While walking around the block with a friend for some exercise and a chat recently, I mentioned that in ministry, one comes across people who are easily misled. They find themselves unable to believe what informed people know to be true and they are likely to latch onto the latest conspiracy theory as if it is God’s truth.
Given their lack of discernment, and attraction to every breeze of doctrine, the enthusiasm with which they adopt the role of Watchmen and Guide to others is a worry. Naïve rather than wicked, these semi-blind guides are a danger to themselves and those who find themselves in their orbit. As some sage wrote in another place, ‘False prophets [and naïve would be leaders] are not necessarily bad people. They just have trouble distinguishing between their own ideas and God’s.’
Tozer notes that ‘Some Christians have a positive genius for getting confused.’ He also observed that it is the sincere Christian who eagerly desires more of God who can find herself in a quicksand of delusion and false teaching.
‘Strange as it may seem, the danger today is greater for the fervent Christian than for the lukewarm and the self-satisfied. The seeker after God’s best things is eager to hear anyone who offers a way by which he can obtain them. He longs for some new experience, some elevated view of truth, some operation of the Spirit that will raise him above the dead level of religious mediocrity he sees all around him, and for this reason he is ready to give a sympathetic ear to the new and the wonderful in religion, particularly if it is presented by someone with an attractive personality and a reputation for superior godliness.’
Unless we read scripture prayerfully and consistently we will be unable to discern who is speaking truth and who is speaking a perversion of it. If it was good enough for Jesus who lived in His Father and the fullness of the Holy Spirit to have been immersed in scripture it is good enough for you.
Paul wrote to Timothy, ‘and how from infancy you have known the holy Scriptures, which are able to make you wise for salvation through faith in Christ Jesus’ (2 Tim 3.15). The opposite to being wise about salvation is being foolish about the things of God.
The inability to distinguish between sound doctrine and a mere reputation for the same can come about because we happen to be of a naïve disposition – the kind of person who has a tendency to say anything and believe anything. As such we make good sales persons but not teachers of the word. When combined with a weak knowledge of the Bible and a lack of desire to read it in any depth we make problems for ourselves and those with whom we are associated.
We may pride ourselves that we are filled with the Spirit and that we hear from God. But the truth of any feeling, experience, vision or word we receive can only be validated by agreement with the scriptures. This is so because ecstatic experiences that come from God are indistinguishable from those that do not. This means that it is possible to mistakenly believe we have heard from God on some matter when we have actually heard from ourselves or from a demon posing as an angel of light. Thus Tozer writes,
‘The heart of man is like a musical instrument and may be played upon by the Holy Spirit, by an evil spirit or by the spirit of man himself. Religious emotions are very much the same, no matter who the player may be. Many enjoyable feelings may be aroused within the soul by low or even idolatrous worship.
So where does this leave you? Have you fortified your mind with Biblical discernment?
This highlights what can be a problem in churches today. Heart-felt praise and worship of Jesus abates our flesh and enables us to experience the reality of His Presence. Genuine praise and worship is a life – a life of intimacy with Jesus and careful attention to His voice.
‘Praise and worship’ in many churches can be stylized and formalized. Worse still it can actually be about us. Repeating ‘I love you more than life’ one hundred times may sound worshipful. Nevertheless it is about about us and what we aspire to do. It’s religious
‘Worship’ songs of this kind can lead us to an altered state that we mistake for the presence of God. What we assume is God is the presence of us. The presence of God is not us in a trance. Any ‘word’ that we assume is from God in such a state has doubtful veracity, since it looks spiritual but actually comes from the flesh. Reliance on such ‘words’ has resulted in believers doing great damage to themselves and others to whom they are connected. The solution is not to cease our praise and worship but to ensure that our songs are about Jesus – and to ensure that we are grounded in the Bible.
If the kind of ‘worship’ we engage in decreases or annuls our desire to read the Bible and discover His heart in scripture, we would do well to consider the whether the practices we have taken for granted are of God or merely of ourselves.
‘Dear friends, do not believe every spirit, but test the spirits to see whether they are from God, because many false prophets have gone out into the world’ 1 John 4.1 NIV.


Problem to solve » Write out the records below exactly as they appear, skipping each picture.

■ ■ ■ ■

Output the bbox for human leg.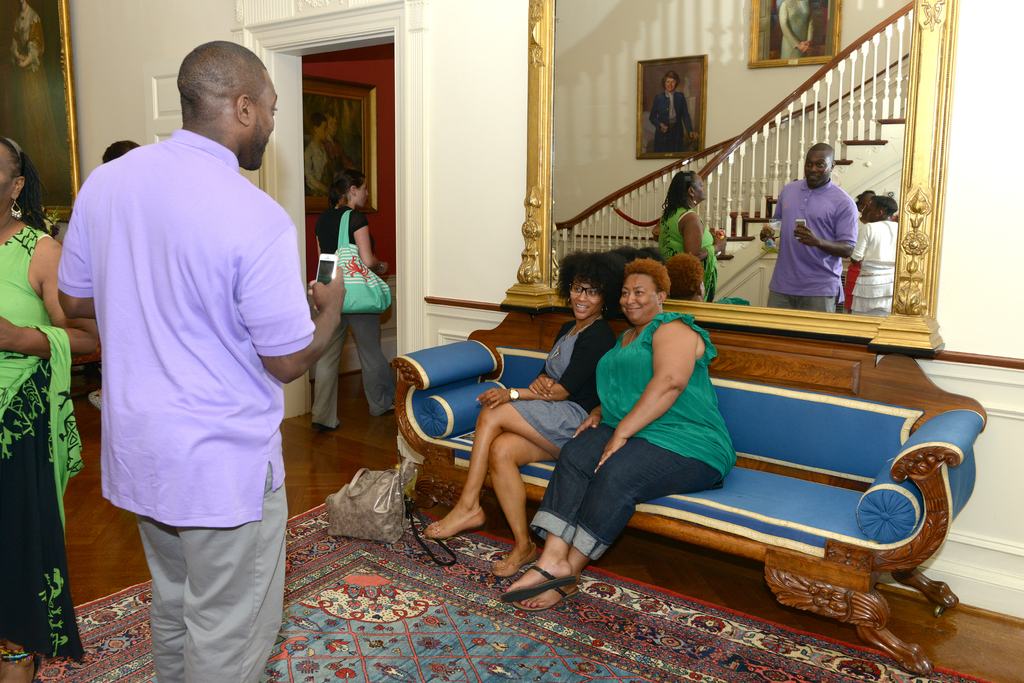
<box>130,479,291,682</box>.
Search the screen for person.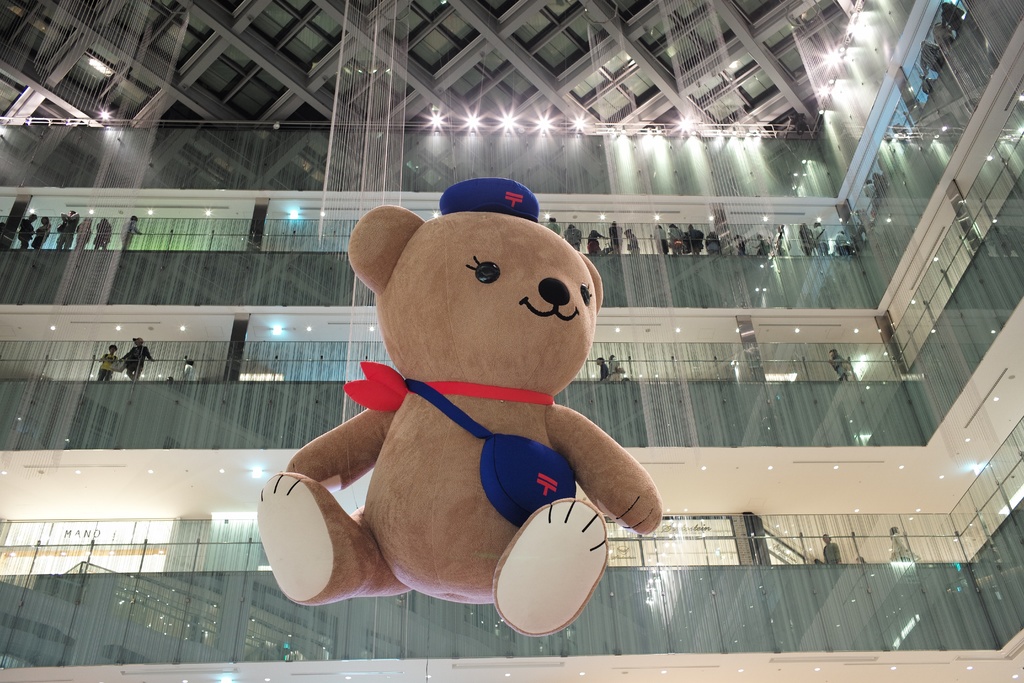
Found at {"left": 56, "top": 208, "right": 79, "bottom": 248}.
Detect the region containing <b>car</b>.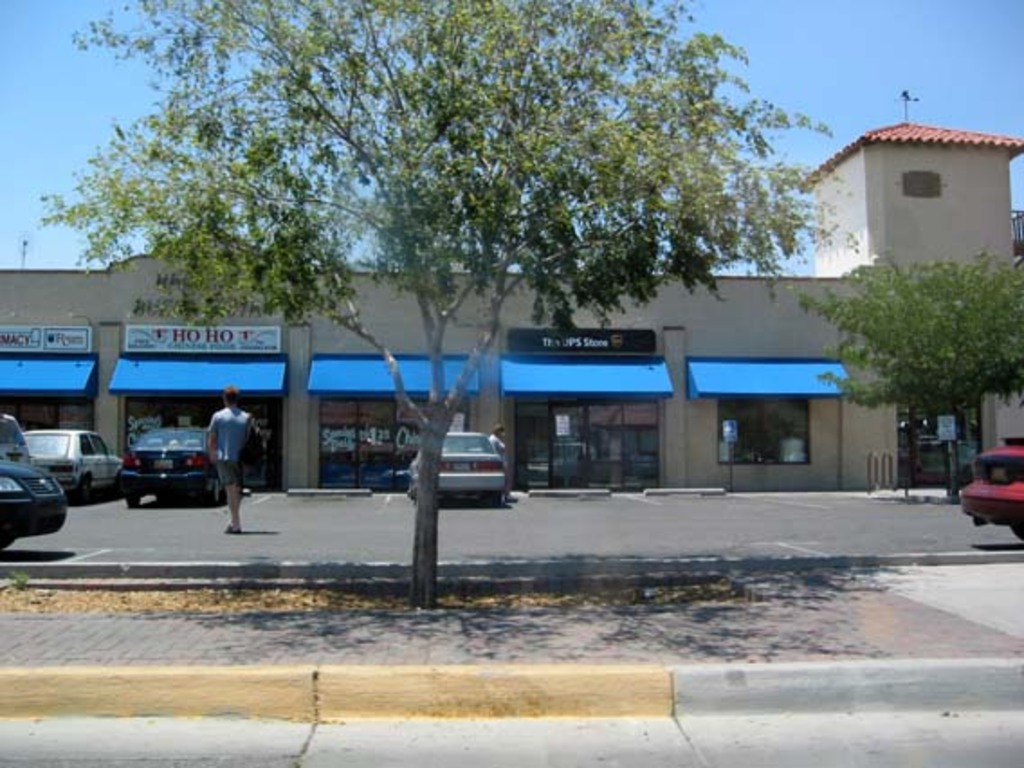
box=[411, 427, 505, 496].
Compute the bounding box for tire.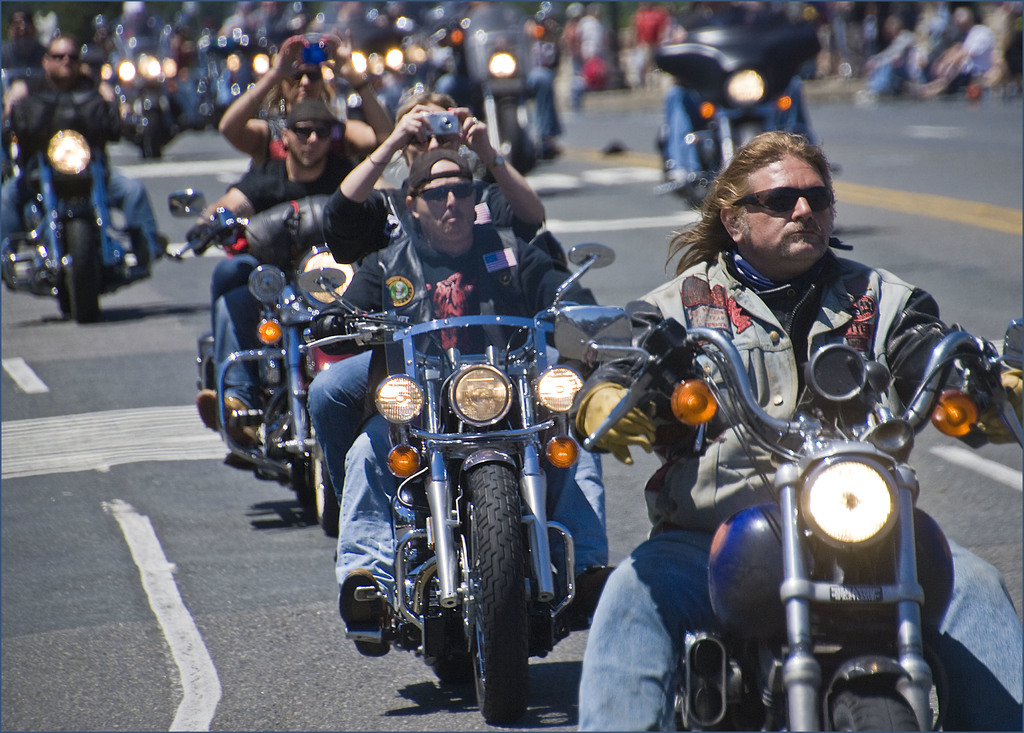
pyautogui.locateOnScreen(56, 296, 69, 311).
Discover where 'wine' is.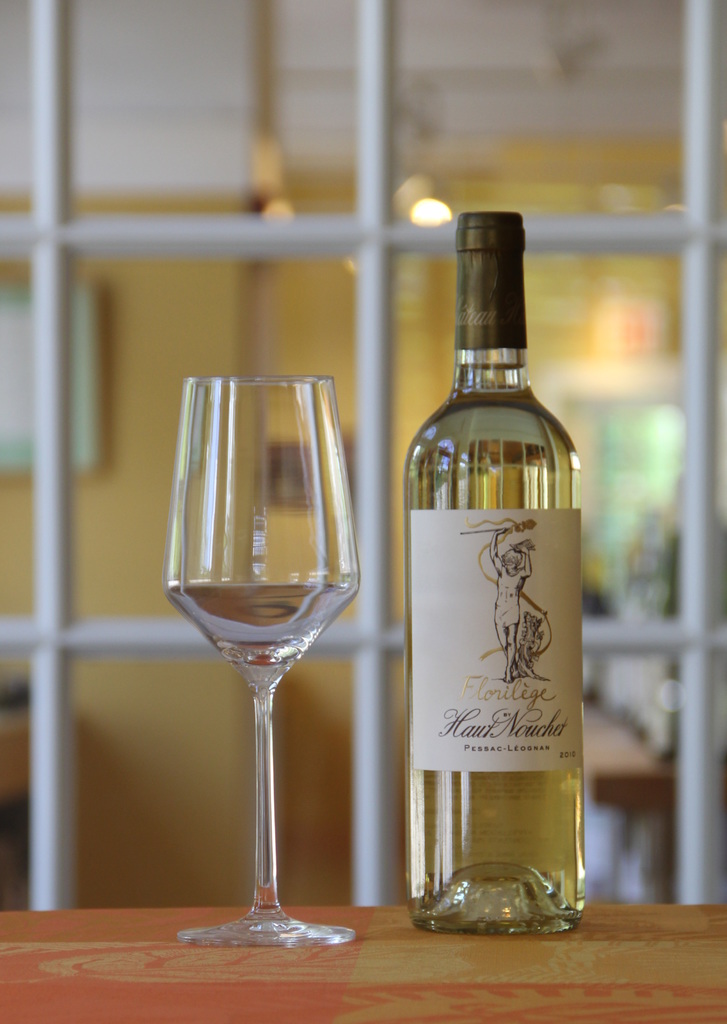
Discovered at bbox=[160, 582, 355, 666].
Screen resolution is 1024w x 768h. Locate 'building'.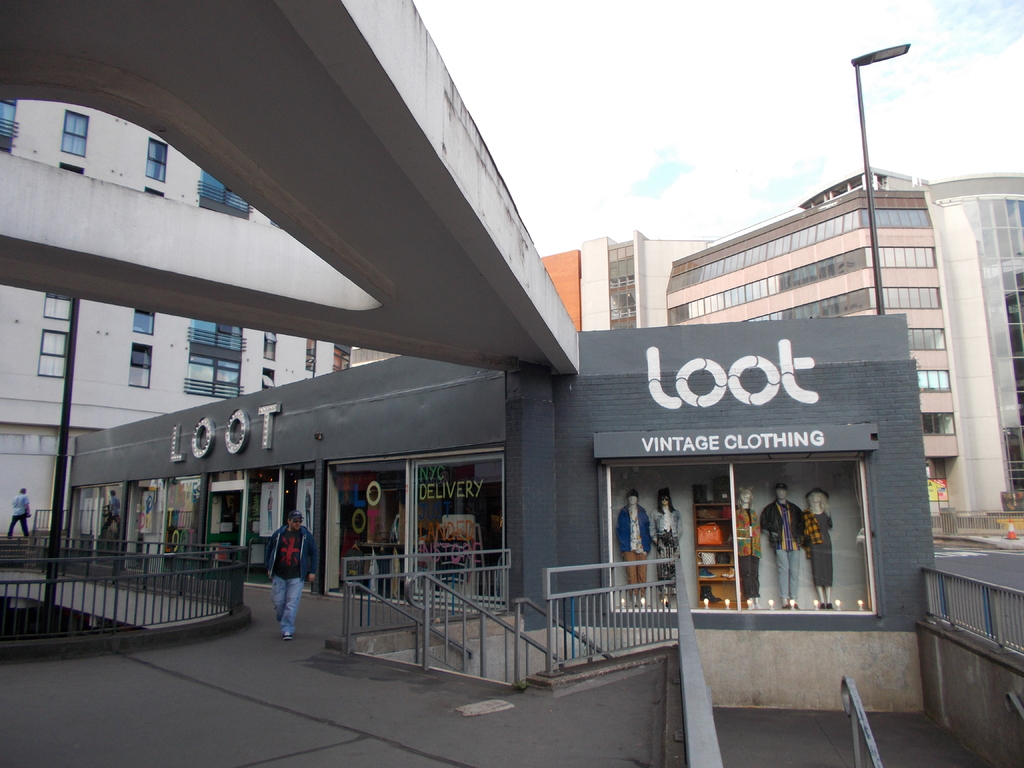
Rect(0, 102, 351, 536).
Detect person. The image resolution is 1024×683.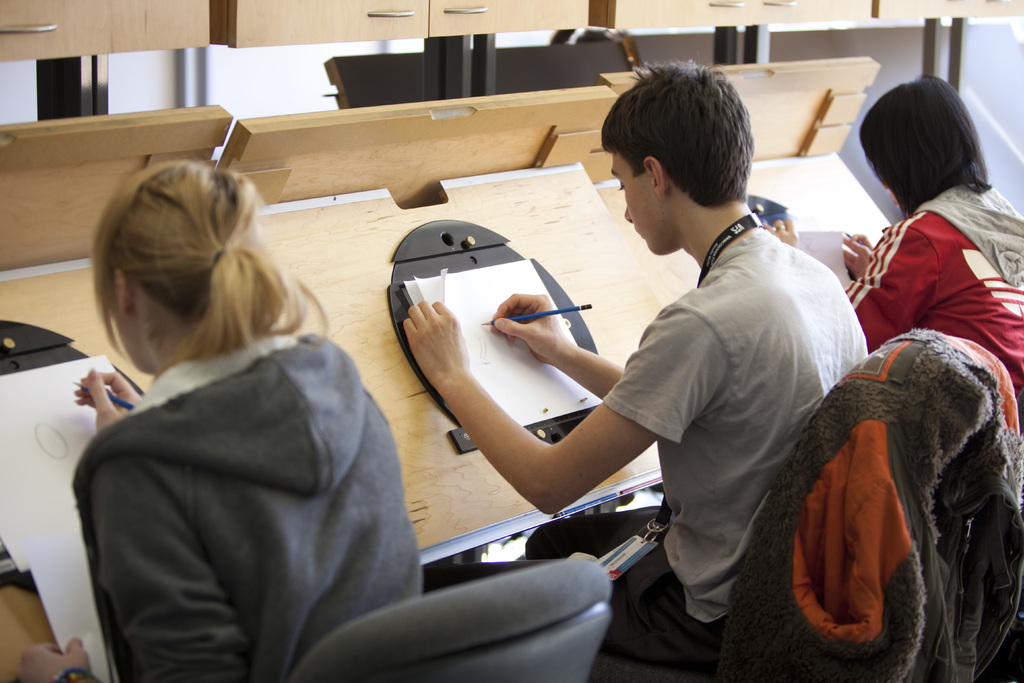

■ ■ ■ ■

Output »
Output the bbox for human leg.
<box>130,479,291,682</box>.
Search the screen for person.
Found at {"left": 56, "top": 208, "right": 79, "bottom": 248}.
Detect the region containing <b>car</b>.
box=[411, 427, 505, 496].
Compute the bounding box for tire.
pyautogui.locateOnScreen(56, 296, 69, 311).
Discover where 'wine' is.
Discovered at bbox=[160, 582, 355, 666].
Screen resolution is 1024w x 768h. Locate 'building'.
Rect(0, 102, 351, 536).
Detect person. The image resolution is 1024×683.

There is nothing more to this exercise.